Support AlterNet
Do you value the information you're getting from AlterNet? Please show your support with a tax-deductible donation.
Feedback
Tell us how we're doing.
Obama's Huge Coup on Iraq: McCain Was Asking for It
Corporate Accountability and WorkPlace:
Today's Economic Crisis in Historical Perspective
Democracy and Elections:
More Unfinished 2008 Election Business: Verifiable Vote Counts
Steven Rosenfeld
DrugReporter:
A New Approach to Drugs Would Save New York Hundreds of Millions of Dollars
Gabriel Sayegh
Election 2008:
Franken Lawyer: "We Are Going To Win"
Sam Stein
Environment:
Forget the Polar Bears -- The Climate Crisis Is About All of Us
George Monbiot
ForeignPolicy:
Obama Needs to Make a Clean Break on Latin America
Mark Weisbrot
Health and Wellness:
Obama's Health Care Reform Plan Is Based on the Clintons' Failed 1990s Model
Marie Cocco
Hurricane Katrina:
From the Bayou to Baghdad: Mission Not Accomplished
Amy Goodman
Immigration:
Immigrant Rights Signed Away?
Jennifer Lee Koh, Esq.
Media and Technology:
Born Digital: Understanding the First Generation of Digital Natives
Doron Taussig
Movie Mix:
Love Bites: What Sexy Vampires Tell Us About Our Culture
Sarah Seltzer
Reproductive Justice and Gender:
The Hymen Mystique
Carole Roye
Rights and Liberties:
Ban the Cluster Bomb
Brian Cook
Sex and Relationships:
Sex Ed for Seniors
Sue Katz
War on Iraq:
The Dilemma of Foreign Prisoners in Iraq
Ma'ad Fayad
Water:
Corporate Water Abusers Should Not Be Trusted As Stewards of the World's Water
Wenonah Hauter
Barack Obama has paid his first visit to Iraq, just as the Iraqi government explicitly matched the Democratic presidential candidate's 16-month timetable for the removal of American combat troops.
Senator Obama met Iraq's Prime Minister, Nouri al-Maliki, in Baghdad yesterday during his visit, which had become overshadowed by a row over the proposed pullout. Mr. Obama did not raise his plan for withdrawal of US forces, the government said. But Mr. Maliki's spokesman, Ali al-Dabbagh, said his government was "hoping that in 2010 combat troops will withdraw from Iraq." This time frame is similar to Mr Obama's.
The White House was clearly dismayed and embarrassed by an interview given by Mr. Maliki to the German news magazine Der Spiegel in which he appeared to express agreement with Mr. Obama's withdrawal plans. Mr. Dabbagh later said in a statement distributed by the American military that Mr. Maliki's words had been "misunderstood and mistranslated".
Der Spiegel stood by its version of what Mr. Maliki said and said the translator for the interview was provided by Mr. Maliki's own office and not by the magazine. In reality, Mr. Maliki did say Mr. Obama's 16-month plan "could be suitable to end the presence of the forces in Iraq".
Differences over American strategy in Iraq and the number of troops to be kept there is at the center of the American presidential campaign. The Republican candidate, Senator John McCain, has argued that US forces should stay in Iraq until it has won a victory, although it is not clear what this victory would entail. He successfully relaunched his campaign to become the Republican nominee last year by claiming that the US was succeeding militarily.
But it will be difficult for Mr. McCain to denounce Mr. Obama's plan as it is very similar to what the Iraqi government is demanding. Mr. McCain said: "I'm glad that Senator Obama is going to get a chance for the first time to sit down with General David Petraeus and understand what the surge was all about and why it succeeded and why we are winning the war. I hope he will have a chance to admit that he badly misjudged the situation and he was wrong."
The weakness of Mr. McCain's policy is that the fall in violence is attributable not only to the surge -- the sending of US reinforcements -- but to the Mehdi Army militia's truce ordered by its leader, Muqtada al-Sadr, and to Iranian support for Mr. Maliki. This makes the political situation in Iraq very unstable.
Mr. Obama is visiting Iraq as part of a congressional delegation, but was not planning to give press conferences while there. Mr. Dabbagh said: "Obama did not speak about anything which concerns the Iraqi government because he does not have any official [government] capacity."
The US is under pressure to send troops withdrawn from Iraq to combat the mounting Taliban insurgency in Afghanistan.
See more stories tagged with: bush, iraq, obama, white house, mccain, maliki
Patrick Cockburn is the author of "Muqtada: Muqtada Al-Sadr, the Shia Revival, and the Struggle for Iraq."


REQUIRED ACTION: The word "axis" appears in some lines of the entries. Say how many, and give nothing but the number.

PROVIDED MATERIAL:

────────────────────────────────────────

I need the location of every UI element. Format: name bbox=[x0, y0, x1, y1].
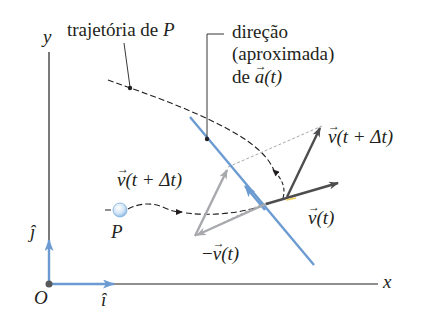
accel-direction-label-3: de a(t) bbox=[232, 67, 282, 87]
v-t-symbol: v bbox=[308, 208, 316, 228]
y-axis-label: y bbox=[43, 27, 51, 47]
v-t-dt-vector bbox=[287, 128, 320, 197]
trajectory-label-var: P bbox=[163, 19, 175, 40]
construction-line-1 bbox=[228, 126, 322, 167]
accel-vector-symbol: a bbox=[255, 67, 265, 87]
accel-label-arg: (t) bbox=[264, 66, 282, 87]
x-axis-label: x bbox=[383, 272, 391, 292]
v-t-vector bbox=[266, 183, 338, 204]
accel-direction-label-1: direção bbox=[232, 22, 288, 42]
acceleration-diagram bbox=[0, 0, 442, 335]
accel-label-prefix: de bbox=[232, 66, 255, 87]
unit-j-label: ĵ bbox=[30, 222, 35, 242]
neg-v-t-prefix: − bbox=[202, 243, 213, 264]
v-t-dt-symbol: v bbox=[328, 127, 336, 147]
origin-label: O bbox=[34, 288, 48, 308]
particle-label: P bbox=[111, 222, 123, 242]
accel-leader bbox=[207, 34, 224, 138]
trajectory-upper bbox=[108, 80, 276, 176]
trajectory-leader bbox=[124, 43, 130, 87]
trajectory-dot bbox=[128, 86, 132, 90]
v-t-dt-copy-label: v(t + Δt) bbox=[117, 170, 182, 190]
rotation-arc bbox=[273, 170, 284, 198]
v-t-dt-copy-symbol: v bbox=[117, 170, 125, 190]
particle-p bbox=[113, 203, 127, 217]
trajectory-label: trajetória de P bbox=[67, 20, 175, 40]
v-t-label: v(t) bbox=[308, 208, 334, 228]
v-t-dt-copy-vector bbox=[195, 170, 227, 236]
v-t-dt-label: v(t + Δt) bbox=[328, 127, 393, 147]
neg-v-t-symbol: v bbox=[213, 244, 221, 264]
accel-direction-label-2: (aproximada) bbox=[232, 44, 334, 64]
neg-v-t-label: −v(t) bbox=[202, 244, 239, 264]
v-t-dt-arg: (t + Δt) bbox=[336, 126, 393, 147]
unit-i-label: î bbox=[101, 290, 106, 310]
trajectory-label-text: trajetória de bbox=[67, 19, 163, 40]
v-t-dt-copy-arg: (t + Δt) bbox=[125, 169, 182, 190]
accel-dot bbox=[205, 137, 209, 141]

────────────────────────────────────────

EXERCISE ANSWER: 2